Information Technology Reference
In-Depth Information
7.1.1.1 Structural or Model-Based Approach
It is based on extracting structural features that are local structure of images. It uses
geometric relationships among these extracted structures. One of the popular meth-
ods of facial feature extraction is finding the geometry of face characteristics elements
such as face contour, mouth, nose, eyes, etc. An explicit modeling of face variations
has intrinsic physical relationship with real faces. Such model-based feature extrac-
tion (deformable templates, active contours, etc) is complicated and laborious. It is
model fitting process and recognition results highly depend on the fitting results. The
location and local statistics are fed into a structural classifier. The geometric features
such as eyebrow thickness, nose vertical position and width, chin shape, etc, are
extensively used for matching. Though, this approach is less sensitive to variations
in illumination and to irrelevant information on an image; however, this approach
of feature extraction is not much reliable. It has difficulties when appearances of
features change significantly. For example, a smiling face and a frowning face are
considered as two totally different image templates in rigid body sense. Similarly,
faces with open eyes, close eyes and eyes with glasses. These techniques utilize pure
geometry methods and require a lot of mathematics [ 14 ], hence computation inten-
sive. One of the well-known methods in this category is the graph matching system
[ 15 , 16 ], which is based on dynamic link architecture. Another interesting approach
is the hidden markov model (HMM) [ 17 ] and pseudo 2DHMM [ 18 ]. Blanz et al. [ 19 ]
proposed a method based on 3D morphable model that encodes shape and texture in
terms of model parameters. These parameters are used for face recognition.
7.1.1.2 Appearance Based or Holistic Approach
It is based on statistical approaches, where features are extracted from the whole
image [ 6 , 20 - 22 ]. The extracted feature are from global information, therefore they
are affected from irrelevant information such as hair, shoulders or background which
may affect the recognition results. Yet, the face may still be recognizable by view-
ing only the significant facial region [ 21 ]. In 1990, Kirby and Sirovich [ 23 ]have
developed a technique for efficient representation of images using principal compo-
nent analysis (PCA). Turk et al. [ 24 ] later used this technique for face recognition
using eigenfaces and euclidean distance. Several successive method like eigenphases
[ 25 ], appearance of local regions [ 26 ], Gabor-based PCA [ 27 ], linear or nonlin-
ear discriminant analysis [ 28 - 30 ] use eigenspace transformation based on PCA.
PCA transforms a number of possibly correlated variables into a smaller number of
uncorrelated components. Recently, some applications of ICA [ 31 - 34 ] have been
exploited in image processing and computer vision. It generalize the techniques
of PCA, and proven to be more effective and superior to PCA in many applica-
tions. It defines the independent components from their linear mixture [ 35 - 37 ]of
independent source signals. An important version of ICA, derived from the princi-
ple of optimal information transfer through sigmoid neuron has been used in [ 38 ].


## YOUR TASK
Each line from the start of the entries through the line that contains "Task: Click on the span: Providers" should be output exactly, please.

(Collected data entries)
....

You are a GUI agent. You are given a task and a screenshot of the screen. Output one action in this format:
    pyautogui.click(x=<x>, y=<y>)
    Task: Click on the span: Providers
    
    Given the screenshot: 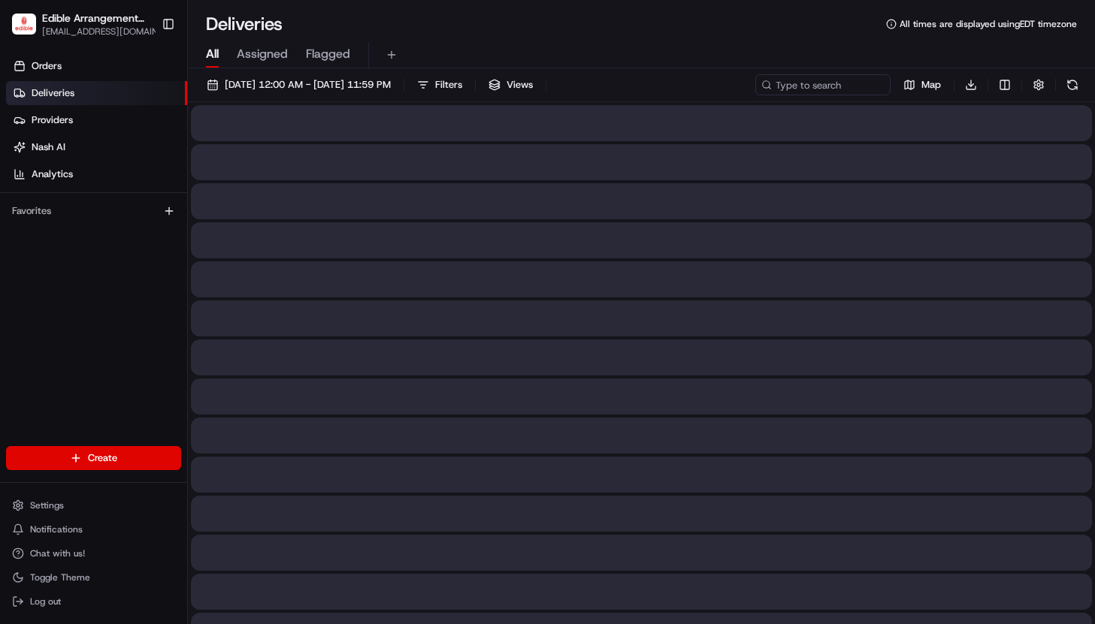 What is the action you would take?
    pyautogui.click(x=52, y=120)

....

## SOLVED PROBLEM
You are a GUI agent. You are given a task and a screenshot of the screen. Output one action in this format:
    pyautogui.click(x=<x>, y=<y>)
    Task: Click on the span: Providers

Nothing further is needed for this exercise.